David Cantor is Deputy Director of the Office of History, National Institutes of Health, Bethesda, Maryland. His scholarly work focuses on the twentieth-century history of medicine, most recently the histories of cancer and medical film. He is the editor of Reinventing Hippocrates (Aldershot: Ashgate, 2002) and Cancer in the Twentieth Century (Baltimore, MD: Johns Hopkins University Press, 2008), and series editor (edited collections) of the series in which this book appears: Studies for the Society of the Social History of Medicine published by Pickering and Chatto.,
Christian Bonah is Professor for the History of Medical and Health Sciences at the University of Strasbourg and holds at present a research professorship at the Institut Universitaire de France (IUF). He has worked on comparative history of medical education, the history of medicaments and vaccines, and the history of human experimentation. Recent work includes research on risk perception and management in drug scandals and courtroom trials as well as studies on medical film. Recent publications include: L'experimentation humaine. Discours et pratiques en France, 1900-1940 (Paris: Les Belles Lettres, 2007); 'Packaging BCG: Standardizing an Anti-Tuberculosis Vaccine in Interwar Europe', Science in Context, 21:2 (2008), pp. 279-310. He has co-edited volumes on Harmonizing 20th Century drugs: Standards in pharmaceutical history (Paris: Glyphe, 2009); Histoire et medicament au XIXe et XXe siecle (Paris: Glyphe, 2005) and Nazisme, science et medecine (Paris: Glyphe, 2006).
Matthias Doerries is Professor for History of science at the University of Strasbourg, France. His research and interests focus on the geophysical sciences and most recently climate change with an interest in linking these issues with health, medicine and the health sciences at large. His most recent research includes articles on the history of volcanism and climate change, and the nuclear winter theory.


### [Task]
How many lines in the material contain the string "blank"? Only the number is wanted.

### [Records provided]

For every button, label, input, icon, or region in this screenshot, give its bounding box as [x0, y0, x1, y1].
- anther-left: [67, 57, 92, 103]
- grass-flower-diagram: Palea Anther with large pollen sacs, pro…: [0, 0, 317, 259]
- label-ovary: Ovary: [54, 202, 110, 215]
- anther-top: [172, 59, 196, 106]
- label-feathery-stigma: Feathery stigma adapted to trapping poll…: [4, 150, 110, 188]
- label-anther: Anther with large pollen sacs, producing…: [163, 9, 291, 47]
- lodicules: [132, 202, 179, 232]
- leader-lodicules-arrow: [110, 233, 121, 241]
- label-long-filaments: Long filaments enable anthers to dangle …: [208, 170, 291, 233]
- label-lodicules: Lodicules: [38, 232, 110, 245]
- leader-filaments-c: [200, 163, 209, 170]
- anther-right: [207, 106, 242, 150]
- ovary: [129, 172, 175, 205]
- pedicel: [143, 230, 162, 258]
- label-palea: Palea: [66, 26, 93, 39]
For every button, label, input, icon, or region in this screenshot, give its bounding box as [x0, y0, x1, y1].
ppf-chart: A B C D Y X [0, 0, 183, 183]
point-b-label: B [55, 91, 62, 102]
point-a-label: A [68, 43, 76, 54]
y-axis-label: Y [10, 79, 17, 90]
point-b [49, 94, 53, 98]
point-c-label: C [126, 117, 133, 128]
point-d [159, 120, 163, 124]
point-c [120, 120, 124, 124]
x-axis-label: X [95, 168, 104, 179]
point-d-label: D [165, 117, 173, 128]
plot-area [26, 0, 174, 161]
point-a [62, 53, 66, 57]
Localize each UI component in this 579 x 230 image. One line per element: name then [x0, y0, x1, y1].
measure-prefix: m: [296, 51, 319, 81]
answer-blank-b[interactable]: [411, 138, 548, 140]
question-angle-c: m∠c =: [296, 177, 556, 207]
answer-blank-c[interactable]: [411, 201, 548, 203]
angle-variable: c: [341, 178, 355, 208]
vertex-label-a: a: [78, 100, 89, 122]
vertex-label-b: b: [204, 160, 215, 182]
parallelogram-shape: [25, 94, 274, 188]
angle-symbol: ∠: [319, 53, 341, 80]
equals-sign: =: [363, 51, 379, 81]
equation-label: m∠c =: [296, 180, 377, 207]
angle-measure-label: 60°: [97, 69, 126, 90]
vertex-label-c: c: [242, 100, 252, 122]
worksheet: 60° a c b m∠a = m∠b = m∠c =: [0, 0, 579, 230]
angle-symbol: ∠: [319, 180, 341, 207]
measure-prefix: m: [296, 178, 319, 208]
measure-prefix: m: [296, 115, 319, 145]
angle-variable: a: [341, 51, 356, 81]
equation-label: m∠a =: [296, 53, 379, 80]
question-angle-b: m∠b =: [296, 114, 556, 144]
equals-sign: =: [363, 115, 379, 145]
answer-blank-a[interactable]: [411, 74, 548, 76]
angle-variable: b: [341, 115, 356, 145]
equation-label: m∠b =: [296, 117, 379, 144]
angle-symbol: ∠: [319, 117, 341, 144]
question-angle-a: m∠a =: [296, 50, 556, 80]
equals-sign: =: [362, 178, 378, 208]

### [Solution to this problem]
3